Like me, many still struggle to understand the impact of the cultural revolution that started in May 1968 when a group of young students at the Nanterre University west of Paris wore  long hair and purple trousers as a demand for the rights of boy and girl students in their late teens and 20s to sleep together.

What was unique in the Paris revolution was that the student rebellion led to a workers’ revolt. A multitude of blue-collar workers had had enough of the paternalistic trade unions as much as the political leadership of the French conservative government. The two revolts were contemporary but remained largely separate. The students’ demands were more philosophical than political and often tinged with frustration. ‘Unbutton your brain as much as your trousers’ was a slogan that encapsulated what the students wanted.

The workers were more determined. It was a wildcat strike by workers that worried most the conservative French politicians who did not have a clue what was going on. Jacques Chirac was then a young government minister. He was secretly dispatched to prepare the way for pay rises and reduced working hours. This seemed to do the trick as it calmed down workers who ended the strike.

The workers’ revolt left the most indelible marks on French society. The students’ revolt only lasted for four or five weeks. The angry students who burned and overturned cars in the Latin Quarter in 1968 went on in many cases to build careers in journalism and as writers, philosophers, and politicians.

One fiery student leader in 1968 was Daniel Cohn-Bendit who is now a Green German Euro MP. Today he is pro-market, pro-European, libertarian liberal and ecologist. But his fiery approach has long gone. He says: “I say forget May 1968. It is finished. Society today bears no relationship with that of the 1960s. When we called ourselves anti-authoritarian we were fighting against a very different society.”

Britain had its own cultural and political revolution that probably started even before 1968. In 1960 there was the Chatterley trial and the Beatles’ first LP. This is when social and sexual taboos started to crumble. The Profumo sex scandal shocked the conservative British society and the world was fascinated by the way the rich and powerful of British society behaved in private. This eventually led to the rise of Margaret Thatcher in the UK.

The most discouraging aspect of today’s youth is the high rate of unemployment in many EU countries

In the US most Americans were fed up with the Vietnam War that seemed to be never ending.

With television beaming scenes of body bags coming back with the corpses of young Americans who fought and were killed in Vietnam with no apparent advantage to US society, anti-war protests became ever more effective. The Flower Power movement was born in the 1960s and it turned violent anti-Vietnam War protests into peaceful affirmative spectacles.

Germany and France had their own student revolutions as urban terrorism shocked both countries.

The German establishment fought the Baader Meihof revolutionaries while Italy had to deal with the Brigate Rosse.

Malta of the 1960s was still a largely clerical country. The political religious question tore Maltese society apart and scars of this socio-cultural revolution are still evident in today’s society.

Centuries of dominance by the Catholic Church in Malta slowly started to vanish as tourism, political activism of the Labour Party, and improved educational standards helped to make Maltese society more tolerant, more liberal and more similar to other European societies.  The students’ revolution in Paris were just one element of the cultural changes that swept through the western world half a century ago. One question that many ask is whether students today are as keen to change society as their fathers were in the sixties.

I see glimmers of hope in the US where students are now marching to convince their politicians to change the gun laws that are causing so many victims in American schools.  Other young people are still fighting to have a country that they can call their own. I am of course referring to the Palestinian uprisings in the Gaza strip. 

The most discouraging aspect of today’s youth is the high rate of unemployment in many EU countries. The political class has failed millions of young European who despite good educational achievement still struggle to find decent jobs that will enable them to raise a family.

May we experience a new European youth revolution where we see young people fighting for their right to work.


Exercise aim — Skip the pictures and repeat each line of the data exactly.

Data to examine —
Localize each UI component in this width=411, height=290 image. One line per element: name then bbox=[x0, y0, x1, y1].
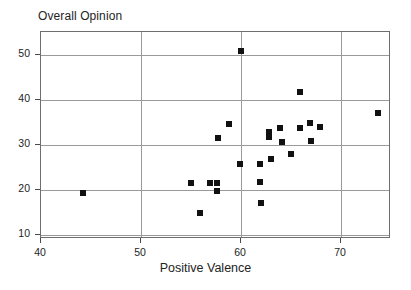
data-point bbox=[297, 125, 303, 131]
data-point bbox=[188, 180, 194, 186]
data-point bbox=[237, 161, 243, 167]
y-tick-label: 40 bbox=[4, 92, 30, 104]
gridline-horizontal bbox=[41, 145, 389, 146]
gridline-vertical bbox=[241, 32, 242, 237]
x-tick-label: 60 bbox=[227, 246, 253, 258]
plot-area bbox=[40, 31, 390, 238]
data-point bbox=[297, 89, 303, 95]
data-point bbox=[197, 210, 203, 216]
data-point bbox=[277, 125, 283, 131]
y-tick-label: 20 bbox=[4, 182, 30, 194]
y-tick-mark bbox=[35, 234, 40, 235]
y-tick-mark bbox=[35, 144, 40, 145]
data-point bbox=[317, 124, 323, 130]
y-tick-label: 10 bbox=[4, 227, 30, 239]
x-tick-label: 70 bbox=[327, 246, 353, 258]
x-tick-label: 50 bbox=[127, 246, 153, 258]
gridline-vertical bbox=[141, 32, 142, 237]
data-point bbox=[257, 179, 263, 185]
y-tick-mark bbox=[35, 189, 40, 190]
data-point bbox=[258, 200, 264, 206]
y-tick-mark bbox=[35, 99, 40, 100]
y-tick-label: 30 bbox=[4, 137, 30, 149]
data-point bbox=[214, 180, 220, 186]
data-point bbox=[375, 110, 381, 116]
x-tick-label: 40 bbox=[27, 246, 53, 258]
x-tick-mark bbox=[140, 238, 141, 243]
data-point bbox=[238, 48, 244, 54]
y-tick-label: 50 bbox=[4, 47, 30, 59]
gridline-horizontal bbox=[41, 55, 389, 56]
gridline-horizontal bbox=[41, 100, 389, 101]
scatter-plot-screenshot: Overall Opinion 1020304050 40506070 Posi… bbox=[0, 0, 411, 290]
x-tick-mark bbox=[40, 238, 41, 243]
x-tick-mark bbox=[240, 238, 241, 243]
data-point bbox=[257, 161, 263, 167]
data-point bbox=[266, 134, 272, 140]
data-point bbox=[207, 180, 213, 186]
data-point bbox=[307, 120, 313, 126]
data-point bbox=[268, 156, 274, 162]
data-point bbox=[288, 151, 294, 157]
gridline-horizontal bbox=[41, 235, 389, 236]
x-axis-label: Positive Valence bbox=[0, 261, 411, 275]
data-point bbox=[80, 190, 86, 196]
data-point bbox=[279, 139, 285, 145]
gridline-vertical bbox=[341, 32, 342, 237]
page-title: Overall Opinion bbox=[38, 9, 122, 23]
x-tick-mark bbox=[340, 238, 341, 243]
data-point bbox=[215, 135, 221, 141]
data-point bbox=[214, 188, 220, 194]
data-point bbox=[226, 121, 232, 127]
y-tick-mark bbox=[35, 54, 40, 55]
data-point bbox=[308, 138, 314, 144]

Reply to the task —
Localize each UI component in this width=411, height=290 image. One line per element: name then bbox=[x0, y0, x1, y1].
data-point bbox=[297, 125, 303, 131]
data-point bbox=[188, 180, 194, 186]
data-point bbox=[237, 161, 243, 167]
y-tick-label: 40 bbox=[4, 92, 30, 104]
gridline-horizontal bbox=[41, 145, 389, 146]
gridline-vertical bbox=[241, 32, 242, 237]
x-tick-label: 60 bbox=[227, 246, 253, 258]
plot-area bbox=[40, 31, 390, 238]
data-point bbox=[297, 89, 303, 95]
data-point bbox=[197, 210, 203, 216]
data-point bbox=[277, 125, 283, 131]
y-tick-label: 20 bbox=[4, 182, 30, 194]
y-tick-mark bbox=[35, 234, 40, 235]
y-tick-mark bbox=[35, 144, 40, 145]
data-point bbox=[317, 124, 323, 130]
y-tick-label: 10 bbox=[4, 227, 30, 239]
x-tick-label: 70 bbox=[327, 246, 353, 258]
x-tick-label: 50 bbox=[127, 246, 153, 258]
gridline-vertical bbox=[141, 32, 142, 237]
data-point bbox=[257, 179, 263, 185]
y-tick-mark bbox=[35, 189, 40, 190]
data-point bbox=[258, 200, 264, 206]
y-tick-mark bbox=[35, 99, 40, 100]
y-tick-label: 30 bbox=[4, 137, 30, 149]
data-point bbox=[214, 180, 220, 186]
data-point bbox=[375, 110, 381, 116]
x-tick-label: 40 bbox=[27, 246, 53, 258]
x-tick-mark bbox=[140, 238, 141, 243]
data-point bbox=[238, 48, 244, 54]
y-tick-label: 50 bbox=[4, 47, 30, 59]
gridline-horizontal bbox=[41, 55, 389, 56]
gridline-horizontal bbox=[41, 100, 389, 101]
scatter-plot-screenshot: Overall Opinion 1020304050 40506070 Posi… bbox=[0, 0, 411, 290]
x-tick-mark bbox=[40, 238, 41, 243]
x-tick-mark bbox=[240, 238, 241, 243]
data-point bbox=[257, 161, 263, 167]
data-point bbox=[266, 134, 272, 140]
data-point bbox=[207, 180, 213, 186]
data-point bbox=[307, 120, 313, 126]
data-point bbox=[268, 156, 274, 162]
data-point bbox=[288, 151, 294, 157]
gridline-horizontal bbox=[41, 235, 389, 236]
x-axis-label: Positive Valence bbox=[0, 261, 411, 275]
data-point bbox=[80, 190, 86, 196]
data-point bbox=[279, 139, 285, 145]
gridline-vertical bbox=[341, 32, 342, 237]
page-title: Overall Opinion bbox=[38, 9, 122, 23]
x-tick-mark bbox=[340, 238, 341, 243]
data-point bbox=[215, 135, 221, 141]
data-point bbox=[214, 188, 220, 194]
data-point bbox=[226, 121, 232, 127]
y-tick-mark bbox=[35, 54, 40, 55]
data-point bbox=[308, 138, 314, 144]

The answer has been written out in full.